The grooms who had a special way with horses were highly respected at the farm. This was particularly true of Howard Gregory, who worked at The Meadow for nearly thirty-two years. He was known as “the stud man.”
He began as a farm worker, making twenty-five dollars a week in the 1940s. Like the other grooms, he had no prior experience with horses, other than some farm mules. He simply learned by doing, mostly under the watchful eye of Howard Gentry, who supervised all the breeding.
He had been working at the training track for several years when Gentry offered him the job taking care of the stallions, along with a raise. “He told me I had a good hand on a horse and no fear,” Gregory recalled. “I had five young children to take care of, so I took the job. I did not know what I was getting into!”
He took charge of six stallions, each of which had his own paddock. Breeding time was around 2:00 p.m. each day in the breeding shed. Some days there would be four or five mares to be serviced.
“I had three horses that died in there,” Gregory noted. “One was Third Brother, a full brother to Hill Prince. He just dropped dead after breeding the mare.” Another time, a stallion fell over dead, nearly crushing Howard Gregory and Howard Gentry against the wall.
One stallion, named Tillman in honor of Lewis Tillman, did little to flatter his namesake. He was especially rank and ill-tempered. “That horse looked to kill you!” Gregory said, adding that the horse would charge at any groom who entered his paddock. Gregory was the only one who could handle him. “I had many people come watch me,” he said of those who came to learn his techniques.
His favorite stallion was First Landing. “He was very, very mannerable,” Gregory noted. “When I would take him around to breed, you’d never hear him squeal or make a whimper or nothing.”
Despite the inherent dangers of his job, Gregory said, “I would turn back the hands of time” to do it all over again.
Charlie Ross also came to the Meadow in the early years. He would earn the distinction of being the last Virginia groom to take care of Secretariat before the colt was shipped down to Lucien Laurin’s training stable in Hialeah in January 1972. Though track groom Eddie Sweat and exercise rider Charlie Davis were more closely affiliated with “Big Red” during his meteoric racing career, it was Charlie Ross, along with trainer Meredith “Mert” Bailes, who helped start Secretariat under saddle.

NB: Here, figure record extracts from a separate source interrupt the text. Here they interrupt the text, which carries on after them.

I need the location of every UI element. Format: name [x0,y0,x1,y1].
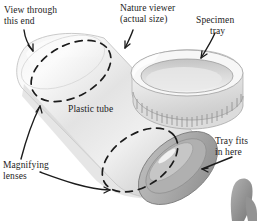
label-line-2: lenses [3,171,27,181]
label-line-1: Magnifying [3,160,49,170]
specimen-tray [131,50,243,129]
corner-object [231,179,257,221]
label-line-2: this end [4,16,35,26]
label-line-2: tray [210,26,234,37]
label-magnifying-lenses: Magnifying lenses [3,160,49,181]
label-line-1: Specimen [196,15,234,25]
label-line-1: View through [4,5,57,15]
label-line-2: (actual size) [120,14,167,24]
arrow-magnifying-upper [21,106,40,159]
label-tray-fits-in-here: Tray fitsin here [215,136,248,157]
label-line-2: in here [215,147,248,158]
label-line-1: Plastic tube [68,104,113,114]
label-nature-viewer: Nature viewer (actual size) [120,3,175,24]
tray-cavity-floor [146,67,222,91]
label-specimen-tray: Specimentray [196,15,234,36]
label-plastic-tube: Plastic tube [68,104,113,115]
label-view-through-this-end: View through this end [4,5,57,26]
label-line-1: Nature viewer [120,3,175,13]
label-line-1: Tray fits [215,136,248,146]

Ross had been working at the farm for over twenty years when Secretariat was transferred over to the training center and became one of his charges. He held the colt while Bailes first “backed” him, laying himself over the colt’s back to get him accustomed to human weight. He was the groom who led Secretariat around with his first rider, Bailes, in the saddle.
“Yeah, he sat up on the saddle in the stall and I turned him around in the stall, waiting until he got used to that. Then the next move we would take him out in the big round shed and we’d walk him around in there until he’d get used to that,” Ross recalled. He added that Secretariat did not act up or buck like some of the other horses did in those circumstances.
Typically taciturn, Ross admits he was a part of history. Then a flash of pride breaks through and he says, “They called me The Man,” for his way with horses. He agreed that the early care a young horse receives can influence him for life.
Alvin Mines put it best. He said, “I think the horses, once they got the feel of the grooms that were working with them, there was something that growed up in them, you know. They go to someone else’s hands when they leave here, but I think the horses always know who had the first hand on them.”
Meadow groom Lewis Tillman holding a colt for his Jockey Club ID photo. Photo by Bob Hart.
Note: To see what the grooms said about Secretariat and Riva Ridge as colts, read Chapters 11 and 12 in “Secretariat’s Meadow.”
by Leeanne Meadows Ladin
copyright 2011
This excerpt may not be reprinted without permission.